The sentence slows deliberately. Son. Only one. Love. Isaac. As if the text allows the weight of each word to be felt.

Moriah
וְלֶךְ־לְךָ אֶל־אֶרֶץ הַמֹּרִיָּה
And go, for yourself, to the land of Moriah.
The words lech-lecha sound again — the same words as in Genesis 12. Abraham’s journey turns out not to be over. Calling does not end after fulfillment.

Abraham rises early
וַיַּשְׁכֵּם אַבְרָהָם בַּבֹּקֶר
And Abraham rose early in the morning.
No discussion. No protest. The text offers no inner explanation. That makes it all the more arresting.

Isaac speaks
וַיֹּאמֶר יִצְחָק אֶל־אַבְרָהָם אָבִיו אָבִי
And Isaac said to Abraham his father: My father.
For the first time, Isaac speaks at length.
וְאַיֵּה הַשֶּׂה לְעֹלָה׃
And where is the lamb for the offering?
The question hangs in the text.

“God will provide”
אֱלֹהִים יִרְאֶה־לּוֹ הַשֶּׂה
God will see / provide for Himself the lamb.
The Hebrew ra’ah means both to see and to provide. God sees ahead. God provides. It is not Abraham who ultimately carries the solution.

The binding
וַיַּעֲקֹד אֶת־יִצְחָק בְּנוֹ
And he bound Isaac, his son.
In Jewish tradition this chapter is therefore called: the Aqedah — the binding. Notably: the emphasis is not on death, but on boundedness.

The voice
אַל־תִּשְׁלַח יָדְךָ אֶל־הַנַּעַר
Do not stretch out your hand against the boy.
At the decisive moment, a voice sounds again.
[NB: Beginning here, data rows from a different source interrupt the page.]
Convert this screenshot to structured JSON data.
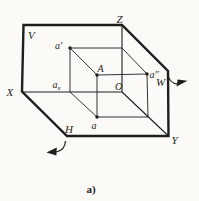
{
  "figure": {
    "caption": "a)",
    "planes": {
      "v": "V",
      "h": "H",
      "w": "W"
    },
    "axes": {
      "x": "X",
      "y": "Y",
      "z": "Z",
      "origin": "O"
    },
    "points": {
      "space_point": "A",
      "frontal": "a′",
      "horizontal": "a",
      "profile": "a″",
      "on_x_axis_base": "a",
      "on_x_axis_sub": "x"
    },
    "colors": {
      "ink": "#1e1e1e",
      "paper": "#fbfaf7"
    }
  }
}
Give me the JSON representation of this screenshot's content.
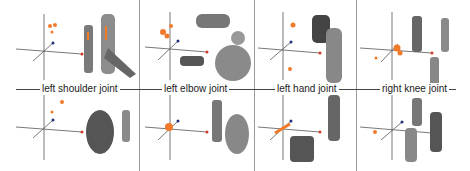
{
  "figure": {
    "type": "joint point-cloud visualization grid",
    "columns": [
      {
        "label": "left shoulder joint"
      },
      {
        "label": "left elbow joint"
      },
      {
        "label": "left hand joint"
      },
      {
        "label": "right knee joint"
      }
    ],
    "rows": 2,
    "colors": {
      "point_cloud": "#f07a2a",
      "axis": "#555555",
      "axis_x_end": "#d23a2a",
      "axis_z_end": "#1f2f7a",
      "figure_gray": "#7a7a7a",
      "divider": "#9a9a9a"
    }
  }
}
The test does not end in death, but in interruption.

The ram
וְהִנֵּה־אַיִל אַחַר
And behold: a ram behind him.
The sacrifice is replaced. That is crucial. Genesis 22 does not end with human sacrifice, but with its prevention.

“The LORD will provide”
יְהוָה יִרְאֶה
The LORD will provide / see.
The place receives a name. What was first fear becomes memory.
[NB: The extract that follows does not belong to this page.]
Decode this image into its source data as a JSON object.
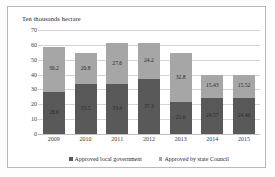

A corrective to Greek reading
A Greek or modern reading often seeks:
  • moral explanation
  • psychological analysis
  • individual obedience
But the Hebrew text moves differently:
  • trust in the midst of tension
  • returning the promise to God
  • a God who ultimately stops the sacrifice
  • faith as relational surrender
Genesis 22 does not glorify violence. It limits it.

Reading with Jewish eyes
Genesis 22 teaches perhaps this: Even the promise may not become a possession. Isaac ultimately does not belong to Abraham, but to God. And perhaps that is the deepest test: not whether Abraham is willing to lose, but whether he is willing to trust when he can no longer hold on to anything.

Closing question
What am I holding so tightly that I can barely entrust it to anyone?

2 thoughts on “Week 15”

  1. Henk Blenkers
    Who or what is this God who asks to kill the son, the Son? I know the orthodox Christian answer that implies the will of God to kill in order to fulfill a promise, or rather: to realize it.
    Yet that thought ‘chafes’. Paul was looking for a way before and in his time. Why should that road have authority for our time without an appeal to sola scriptura?
    Readers of our time yearn for an answer.

    1. In Genesis 22 the names of God change, and that is not a detail.
      Elohim dedicates.
      YHWH interrupts and saves.
      Early Jewish readers heard two voices in it: judgment and mercy.
      The tension is already inscribed in the text itself, even before any theology tries to resolve it.
      Perhaps the deepest question is not: what does God want?
      But: what do people project onto God, and where does that stop? The Aqedah as a boundary, not as a legitimation.
      Jewish tradition has never closed this story.
      She lived around it, in prayer, in Rosh Hashanah liturgy, in the question of what Sarah knew, in the silence of Isaac afterwards.
      That is not a weakness.
      That is another form of fidelity: inhabiting the tension without relieving it.
      Perhaps readers of our time are not so much yearning for an answer, but for permission to keep asking the question.